Thursday, June 25, 2015

Adventures in Professionalization: Library Research at the Folger

As I mentioned in my previous post, I did some research at the Folger Shakespeare Library this month. In addition to learning many interesting facts and foibles about Elizabeth Inchbald, whose papers are owned by the Folger, I also had my first experience in traveling to a specialized library.
The Folger Shakespeare Library:
from the outside, it looks like an Italian Fascist masterpiece, ha ha.
Well, that is not exactly true…I traveled to the Thomas Fisher Rare Books Library at the University of Toronto while working on my MA thesis on Margaret Atwood. That, however, was eight years ago, and did not involve getting a reader card—or tea and cookies at 3pm every day!

In any case, it has been a long time since I traveled to a library or archive to do specialized research, and my experience at the Folger was extremely positive. Of course, there are always various discomforts that attend such research: uncomfortable chairs and tables too high for typing comfortably on a laptop; only using pencils; freezer-level A/C, etc. On the other hand, the Folger has many aspects specific to itself that made it a particularly pleasant scholarly experience. 

As mentioned before, the Folger readers and staff have the option of tea, coffee and cookies at 3pm every day. Most folks go to the afternoon tea break, and it’s a wonderful opportunity for meeting the other readers at the library. You never know who you will run into! I had the pleasure of meeting, among many others, Jack Lynch from Rutgers, whom I already follow on Twitter but had never had the opportunity of meeting in person, as well as Lara Dodds, from Mississippi State and on whose roundtable I will be speaking at the MLA in January! It’s a small world in academia, as usual.

The beautiful reading room.
Aside from tea and cookies, the Folger reader room is beautiful and inspiring. Part of it looks like the library of an Elizabethan gentleman, complete with lots of dark wood, shelves of hardbound books, and leather-and-wood chairs that look like they are right out of a museum. There are busts of Shakespeare, stained-glass windows, and decorative motifs that would not look out of place in a Gothic church.

The librarians are very helpful, and although the website says that it can take up to 90 minutes to fetch rare materials, I never had to wait more than a half hour. I suppose it helps that I was there in summer and not during the school year. Still, I found the library fairly easy to use, quiet, and pleasant to work in.
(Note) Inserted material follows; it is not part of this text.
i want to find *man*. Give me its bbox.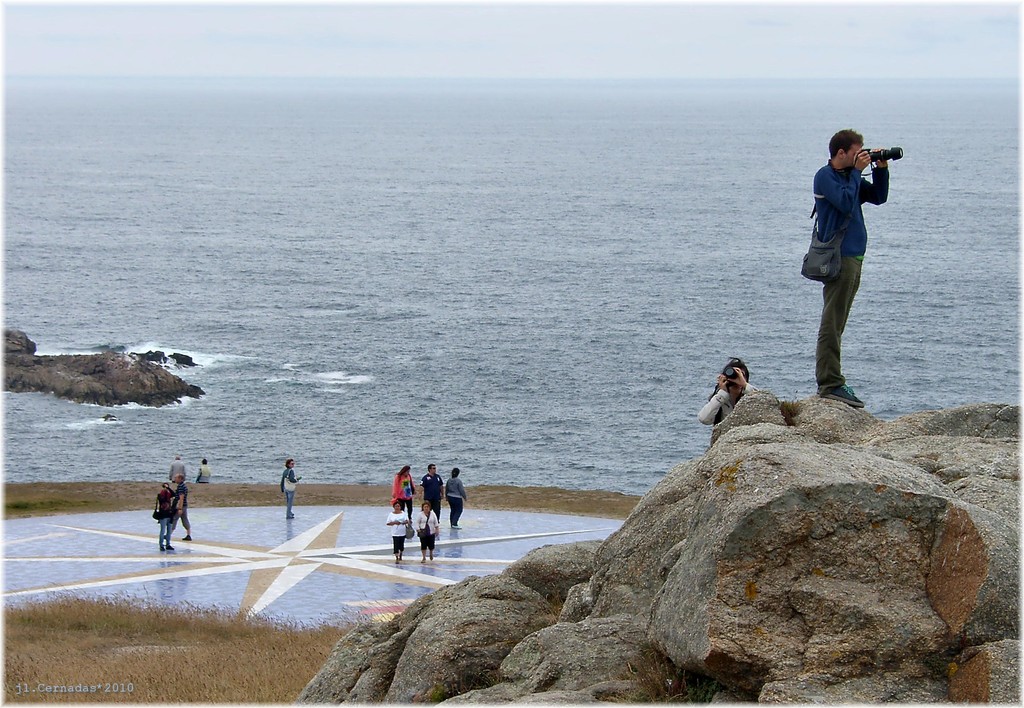
box=[172, 468, 194, 538].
My research itself was interesting, too, although I didn’t know how much useful information I would find. Doing archival research is very much a situation in which you don’t know what you might find or how useful it might be. For now, I think I’ve gotten what I need for my book project, but it’s comforting to know that I can return to the Folger whenever I’m in town again and take another look.
Going to the Folger is a great excuse to visit one of my favorite cities!